The challenge is to structure our outreach consciously so that people become Christians and they become Adventists because Adventism is meaningless outside of a Christian framework.

Infighting
If I were the devil, I would get Adventists fighting with each other. Any old topic would do—worship styles, theology, dress standards. Anything would do for my purposes if I were the devil. After all, if Adventists were busy shooting all their bullets at each other, they wouldn’t have many left over for me.

The devil has been quite successful in this strategy. What can be done to help us find and defeat the real enemy?

If I were the devil, I would get as many Adventists as possible to think tribally, nationally, and racially. I would make the church one big power struggle, without regard to mission or efficiency. Having made that statement, I hasten to add that there are injustices that need to be rectified and complex situations that can never be made completely straight. My plea is that even in the most difficult and unjust situations we need to behave as born-again sisters and brothers, all able to discuss these things without losing sight of the mission of the church, which makes the issues meaningful in the first place. Adventism needs to develop mechanisms to enrich and enlighten its multiculturalism and its internationalism.

And last, if I were the devil, I would get Adventists to look miserable on Sabbath.
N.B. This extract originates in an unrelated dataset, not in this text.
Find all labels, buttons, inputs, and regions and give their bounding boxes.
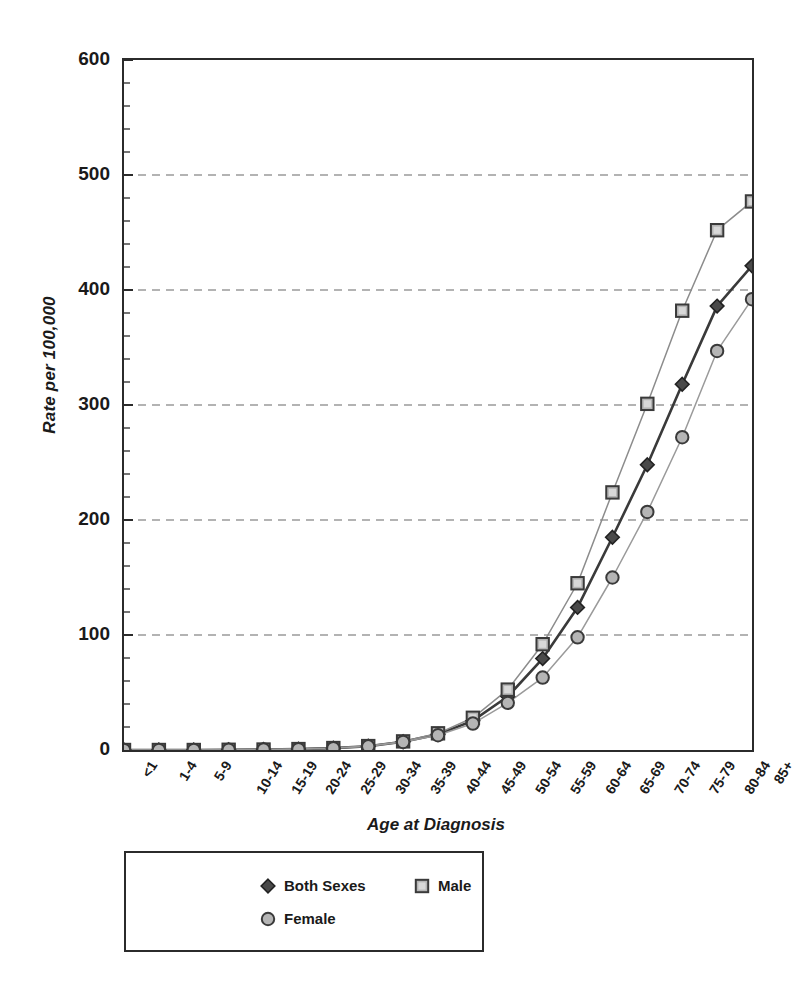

Let me ask: When do Adventists rejoice? Sundown Friday, or sundown Sabbath? Too many of us act as if Sabbath were the penalty for being an Adventist, instead of a sign of our salvation and the greatest blessing of the week. This unfortunate attitude shows up in too many of our churches. I have been to Adventist churches in which no one has even greeted me. Not wanting to make them feel uncomfortable, I didn’t say anything either. The only thing they didn’t know was that I was the speaker that day. And then partway through the sermon I asked them, “If you were not an Adventist Church member and you came to this church, would you ever come again?” And then I told them that if I were that non-Adventist, I’d never come back.

It takes more than correct doctrine to fill a church. We need not only doctrinal truths, but the truth as it is in Jesus. Now, I am tired of playing the devil. Where does God come into all of this?

If I were God, I would encourage the Seventh-day Adventist Church to start thinking, planning, and acting in a manner that will defeat the devil’s gate plan. I would encourage Adventism to multiply the power of its blessings, treat its challenges and invoke them in an honest and Christian manner, and put all its energies into maximizing its missiological opportunities. Success will not come about by accident. It will be the product of deliberate thought, planning, and action.

In closing, I would like to thank the General Conference administration for the call to significant thinking and discussion in five windows on the church. You know, this is a dangerous operation. I am not sure whether you know that or not. It is one thing to get the worms out of the can; it is another thing to get them to go back in. The assignment today is for each of us, and we will get a chance to make a list of what he or she considers to be the greatest opportunities for the church today and the biggest challenges as the church faces a completed mission in the twenty-first century.

_________________________
GEORGE KNIGHT presented this speech at the General Conference 2000 session in Toronto.